At the Big Bad Union rally the President attended Monday he shared the stage with a rotund blowhard with a rat on his head.
Whoa! Who is this fresh new thug on the scene? Well, as it turns out, he's A Real Thug. Read up on him here.
Excerpt:
The mainstream press gave these remarks, along with those of the president, prime coverage. What they downplayed was that Trumka, now 61, during his years as United Mine Workers president and then as AFL-CIO secretary-treasurer, became a rising star in the organized labor firmament by enabling union violence and corruption. In other words, his tacit and at times open encouragement of intimidation and deception as union empowerment tactics may have helped him win his current job.
Consider a multi-state coal miners strike organized by the UMW back in 1993. As union president, Trumka ordered more than 17,000 workers to walk off their jobs. He was determined, among other things, to ensure that nobody would find work in a mine without paying dues or agency fees to the union. He explicitly told strikers to "kick the shit out of" employees and mine operators resisting union demands. UMW enforcers obliged him. They vandalized homes, fires shots at a mine office, and cut power to another mine, temporarily trapping 93 miners underground. Worse yet, a union goon on July 22, 1993 murdered heavy equipment operator Eddie York, a nonunion contractor, shooting him in the back of the head in his pickup truck as he drove past strikers at a Logan County, West Virginia work site; a bunch of goons then proceeded to pelt York's would-be rescuers with rocks. Rather than apologize, Trumka offered the following rationalization: "I'm saying if you strike a match and put your finger in, common sense tells you you're going to burn your finger." In other words, Eddie York had it coming. His widow, Wanda York, saw things differently. She sued the union for $27 million, naming Trumka and other union officials as co-defendants. After a long battle, UMW lawyers quickly decided to settle out of court in June 1997 once federal prosecutors announced they would release evidence from the trial of Jerry Dale Lowe, convicted of conspiracy and weapons charges related to York's murder by a federal jury three years earlier.
The mainstream press gave these remarks, along with those of the president, prime coverage. What they downplayed was that Trumka, now 61, during his years as United Mine Workers president and then as AFL-CIO secretary-treasurer, became a rising star in the organized labor firmament by enabling union violence and corruption. In other words, his tacit and at times open encouragement of intimidation and deception as union empowerment tactics may have helped him win his current job.
Consider a multi-state coal miners strike organized by the UMW back in 1993. As union president, Trumka ordered more than 17,000 workers to walk off their jobs. He was determined, among other things, to ensure that nobody would find work in a mine without paying dues or agency fees to the union. He explicitly told strikers to "kick the shit out of" employees and mine operators resisting union demands. UMW enforcers obliged him. They vandalized homes, fires shots at a mine office, and cut power to another mine, temporarily trapping 93 miners underground. Worse yet, a union goon on July 22, 1993 murdered heavy equipment operator Eddie York, a nonunion contractor, shooting him in the back of the head in his pickup truck as he drove past strikers at a Logan County, West Virginia work site; a bunch of goons then proceeded to pelt York's would-be rescuers with rocks. Rather than apologize, Trumka offered the following rationalization: "I'm saying if you strike a match and put your finger in, common sense tells you you're going to burn your finger." In other words, Eddie York had it coming. His widow, Wanda York, saw things differently. She sued the union for $27 million, naming Trumka and other union officials as co-defendants. After a long battle, UMW lawyers quickly decided to settle out of court in June 1997 once federal prosecutors announced they would release evidence from the trial of Jerry Dale Lowe, convicted of conspiracy and weapons charges related to York's murder by a federal jury three years earlier.
President Pee Wee sure can pick 'em.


WHAT THE EXERCISE ASKS:
What is the number of lines in the material below that include the word "figure"? Write that number and nothing more.

Top of DATA RECORDS

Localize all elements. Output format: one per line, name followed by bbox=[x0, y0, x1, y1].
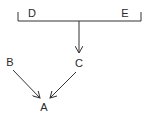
node-c-label: C bbox=[75, 58, 83, 69]
arrow-c-to-a bbox=[50, 72, 76, 98]
arrow-b-to-a bbox=[13, 70, 40, 98]
node-b-label: B bbox=[6, 57, 13, 68]
node-e-label: E bbox=[121, 8, 128, 19]
node-a-label: A bbox=[40, 102, 47, 113]
node-d-label: D bbox=[28, 8, 36, 19]
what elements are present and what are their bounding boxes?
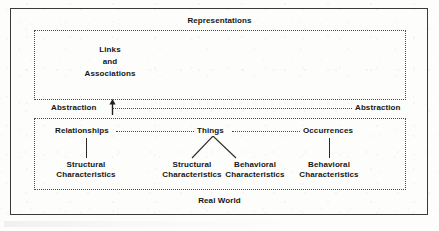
links-line-2: and <box>72 56 148 68</box>
leaf-line-1: Structural <box>160 160 224 170</box>
node-relationships: Relationships <box>52 126 112 136</box>
links-line-1: Links <box>72 44 148 56</box>
leaf-things-behavioral-characteristics: Behavioral Characteristics <box>222 160 288 180</box>
leaf-line-1: Behavioral <box>222 160 288 170</box>
leaf-line-2: Characteristics <box>222 170 288 180</box>
leaf-things-structural-characteristics: Structural Characteristics <box>160 160 224 180</box>
real-world-title: Real World <box>0 196 439 206</box>
links-and-associations-label: Links and Associations <box>72 44 148 80</box>
link-relationships-things <box>116 131 194 132</box>
links-line-3: Associations <box>72 68 148 80</box>
leaf-line-1: Structural <box>54 160 118 170</box>
scan-artifact <box>4 221 304 227</box>
abstraction-up-arrow-icon <box>108 99 117 115</box>
connector-relationships-to-structural <box>86 138 87 158</box>
leaf-line-2: Characteristics <box>296 170 362 180</box>
figure-diagram: Representations Links and Associations A… <box>0 0 439 231</box>
node-occurrences: Occurrences <box>300 126 356 136</box>
node-things: Things <box>194 126 227 136</box>
leaf-line-2: Characteristics <box>160 170 224 180</box>
abstraction-label-right: Abstraction <box>352 103 404 113</box>
leaf-occurrences-behavioral-characteristics: Behavioral Characteristics <box>296 160 362 180</box>
connector-things-fork <box>160 136 266 160</box>
connector-occurrences-to-behavioral <box>329 138 330 158</box>
leaf-relationships-structural-characteristics: Structural Characteristics <box>54 160 118 180</box>
abstraction-dotted-connector <box>112 108 352 109</box>
link-things-occurrences <box>232 131 300 132</box>
abstraction-label-left: Abstraction <box>48 103 100 113</box>
leaf-line-1: Behavioral <box>296 160 362 170</box>
leaf-line-2: Characteristics <box>54 170 118 180</box>
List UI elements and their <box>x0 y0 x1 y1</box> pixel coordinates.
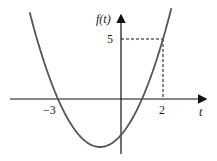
tick-label-neg3: −3 <box>43 104 56 116</box>
tick-label-5: 5 <box>107 33 113 45</box>
x-axis-label: t <box>199 106 202 118</box>
parabola-curve <box>30 8 172 147</box>
tick-label-2: 2 <box>159 104 165 116</box>
y-axis-label: f(t) <box>96 13 111 25</box>
function-graph: f(t) t −3 2 5 <box>0 0 217 161</box>
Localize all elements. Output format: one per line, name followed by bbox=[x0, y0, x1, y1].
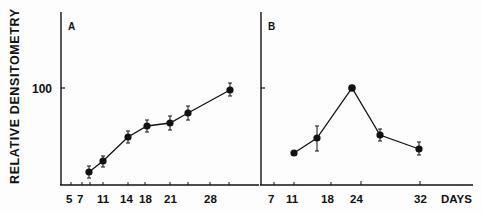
panel-b-x-tick-labels: 7 11 18 24 32 bbox=[268, 193, 427, 205]
x-axis-label-days: DAYS bbox=[441, 193, 472, 205]
tick-label: 11 bbox=[97, 193, 110, 205]
y-tick-label-100: 100 bbox=[32, 82, 52, 96]
tick-label: 24 bbox=[350, 193, 363, 205]
panel-b-label: B bbox=[268, 21, 275, 32]
panel-b-series-line bbox=[294, 88, 419, 153]
tick-label: 5 bbox=[66, 193, 73, 205]
densitometry-figure: RELATIVE DENSITOMETRY 100 A 5 7 11 14 18… bbox=[0, 0, 482, 212]
panel-a-error-bars bbox=[87, 83, 232, 178]
panel-a-series-line bbox=[89, 90, 230, 172]
tick-label: 18 bbox=[321, 193, 334, 205]
tick-label: 32 bbox=[414, 193, 427, 205]
y-axis-label: RELATIVE DENSITOMETRY bbox=[8, 8, 22, 184]
tick-label: 11 bbox=[286, 193, 299, 205]
panel-b-error-bars bbox=[315, 126, 421, 155]
tick-label: 7 bbox=[77, 193, 83, 205]
panel-a: 100 A 5 7 11 14 18 21 28 bbox=[32, 12, 259, 205]
tick-label: 14 bbox=[120, 193, 133, 205]
panel-a-x-tick-labels: 5 7 11 14 18 21 28 bbox=[66, 193, 217, 205]
tick-label: 28 bbox=[204, 193, 217, 205]
tick-label: 18 bbox=[139, 193, 152, 205]
tick-label: 7 bbox=[268, 193, 274, 205]
panel-a-label: A bbox=[68, 21, 75, 32]
tick-label: 21 bbox=[164, 193, 177, 205]
panel-b: B 7 11 18 24 32 DAYS bbox=[260, 12, 473, 205]
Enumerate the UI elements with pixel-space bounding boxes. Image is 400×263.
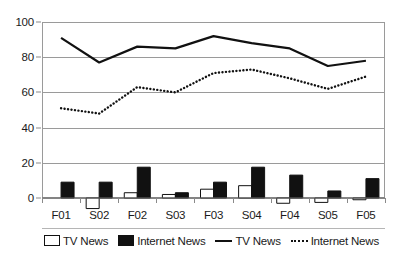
y-axis-tick-label: 60 — [22, 86, 34, 98]
x-axis-tick-mark — [42, 198, 43, 203]
line-solid-series — [61, 36, 366, 66]
legend-item-label: TV News — [63, 235, 108, 247]
legend-item[interactable]: Internet News — [118, 235, 205, 247]
x-axis-tick-mark — [271, 198, 272, 203]
x-axis-tick-label: S05 — [318, 209, 338, 221]
y-axis-tick-mark — [36, 22, 41, 23]
y-axis-tick-label: 100 — [15, 16, 34, 28]
x-axis-tick-mark — [385, 198, 386, 203]
y-axis-tick-mark — [36, 162, 41, 163]
y-axis-tick-label: 40 — [22, 122, 34, 134]
x-axis-tick-label: S04 — [242, 209, 262, 221]
filled-bar-icon — [118, 235, 134, 246]
y-axis: 020406080100 — [0, 22, 40, 198]
x-axis-tick-label: F04 — [280, 209, 299, 221]
open-bar-icon — [44, 235, 60, 246]
legend-item-label: Internet News — [137, 235, 205, 247]
legend-item[interactable]: Internet News — [291, 235, 379, 247]
x-axis-tick-label: F05 — [356, 209, 375, 221]
line-dotted-series — [61, 70, 366, 114]
x-axis-tick-label: F02 — [128, 209, 147, 221]
y-axis-tick-mark — [36, 127, 41, 128]
chart-container: 020406080100 F01S02F02S03F03S04F04S05F05… — [0, 0, 400, 263]
x-axis-tick-mark — [194, 198, 195, 203]
solid-line-icon — [215, 240, 232, 242]
x-axis-tick-mark — [118, 198, 119, 203]
line-series-layer — [42, 22, 385, 198]
legend-item-label: Internet News — [311, 235, 379, 247]
y-axis-tick-mark — [36, 92, 41, 93]
x-axis-tick-label: S02 — [89, 209, 109, 221]
x-axis-tick-mark — [347, 198, 348, 203]
x-axis-tick-label: F01 — [51, 209, 70, 221]
y-axis-tick-mark — [36, 57, 41, 58]
y-axis-tick-label: 80 — [22, 51, 34, 63]
x-axis-tick-mark — [309, 198, 310, 203]
legend-item[interactable]: TV News — [44, 235, 108, 247]
y-axis-tick-label: 0 — [28, 192, 34, 204]
x-axis-tick-mark — [233, 198, 234, 203]
legend-item-label: TV News — [235, 235, 280, 247]
x-axis-tick-label: F03 — [204, 209, 223, 221]
dotted-line-icon — [291, 240, 308, 242]
y-axis-tick-mark — [36, 198, 41, 199]
x-axis-tick-label: S03 — [165, 209, 185, 221]
x-axis-tick-mark — [156, 198, 157, 203]
y-axis-tick-label: 20 — [22, 157, 34, 169]
legend-item[interactable]: TV News — [215, 235, 280, 247]
chart-legend: TV NewsInternet NewsTV NewsInternet News — [42, 228, 385, 252]
x-axis-tick-mark — [80, 198, 81, 203]
x-axis: F01S02F02S03F03S04F04S05F05 — [42, 198, 385, 224]
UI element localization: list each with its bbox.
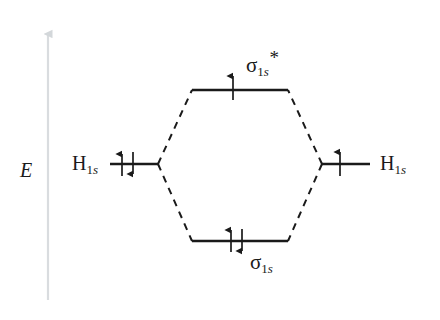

Bottom of DATA RECORDS

OUTPUT:
2